Reviewing Business Economics and Longevity Research

Researcher Leonid Gavrilov has moved his blog, Longevity Science. One of the recent posts in its new home is a draft review of "The Quest for Human Longevity: Science, Business, and Public Policy", published last September. Comments are requested, so take a look:

Most other popular books on human longevity are focused almost exclusively on scientific ideas and breakthroughs in life-extension research, and they typically avoid any money talks as inappropriate subject. ... This somewhat idealistic perspective is challenged in a new book, which describes in a great detail how important money is in modern entrepreneurial world of life-extension and anti-aging research business.
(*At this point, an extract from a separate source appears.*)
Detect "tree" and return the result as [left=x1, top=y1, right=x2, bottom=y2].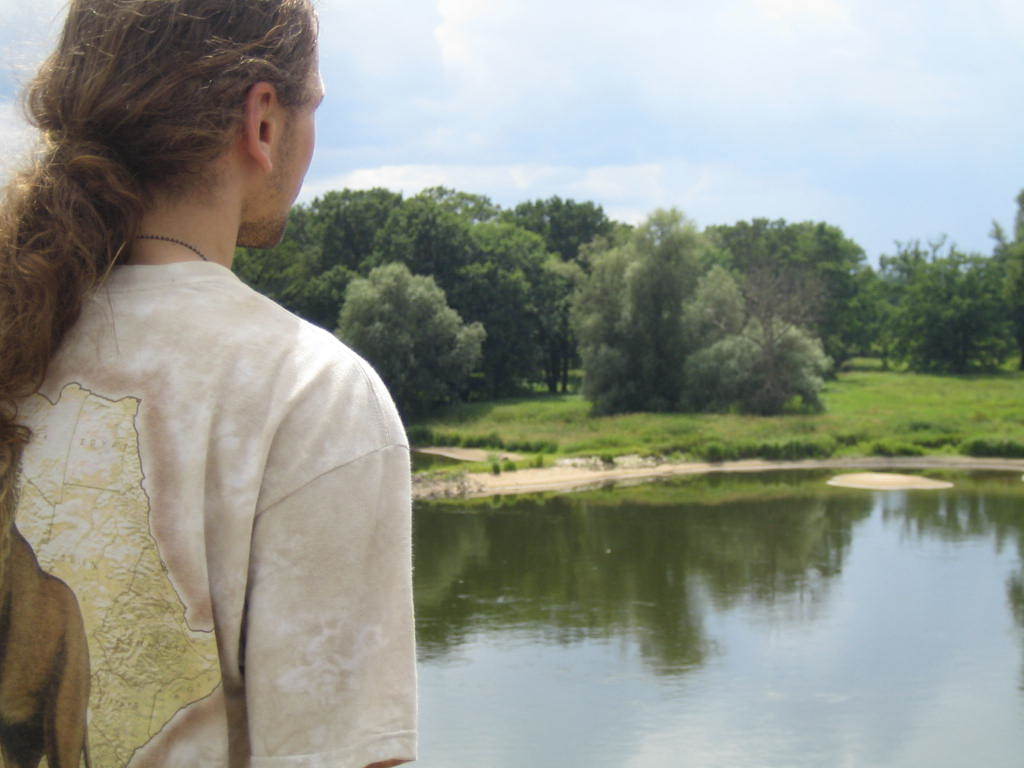
[left=486, top=190, right=627, bottom=258].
The book provides an alternative, more realistic perspective that financial incentives are driving scientific innovations in anti-aging studies by stimulating researchers to take risks and to work really hard.

"The Quest for Human Longevity" goes beyond traditional curtains of financial secrecy when it describes the detailed history of eight corporations that were pursuing anti-aging and life-extension interventions recently -- Geron Corporation, Juvenon, Eukarion, BioMarker Pharmaceuticals, Elixir Pharmaceuticals, Helicon Therapeutics, Memory Pharmaceuticals, and Cortex Pharmaceuticals. Particularly interesting are the candid profiles of their scientific founders and top executives, which include Michael West, Bruce Ames, Stephen Spindler, Saul Kent, Cynthia Kenyon, Leonard Guarentee, David Sinclair, Eric Kandel and other prominent leaders and scientists.

Finance and economic behavior are indeed at the heart of everything - all the education, advocacy and activism surrounding healthy life extension is intended to craft an environment in which research funding is easier to come by (and in larger amounts), after all. In essence, we are trying to make more people aware of an economic proposition that is clear to us - that sufficient investment in real anti-aging research will bring huge returns.

Beyond that, thinking about the healthy life extension community and its progress in economic terms helps to make clear much that would otherwise be confusing. Why do certain ventures fail? Why is a particular field of research funded while others languish? Why does the disreputable "anti-aging" marketplace exist? Following the real and hypothetical paths of investment and profit, financial or otherwise - who pays, who benefits - is very much the way to understand the world of human action.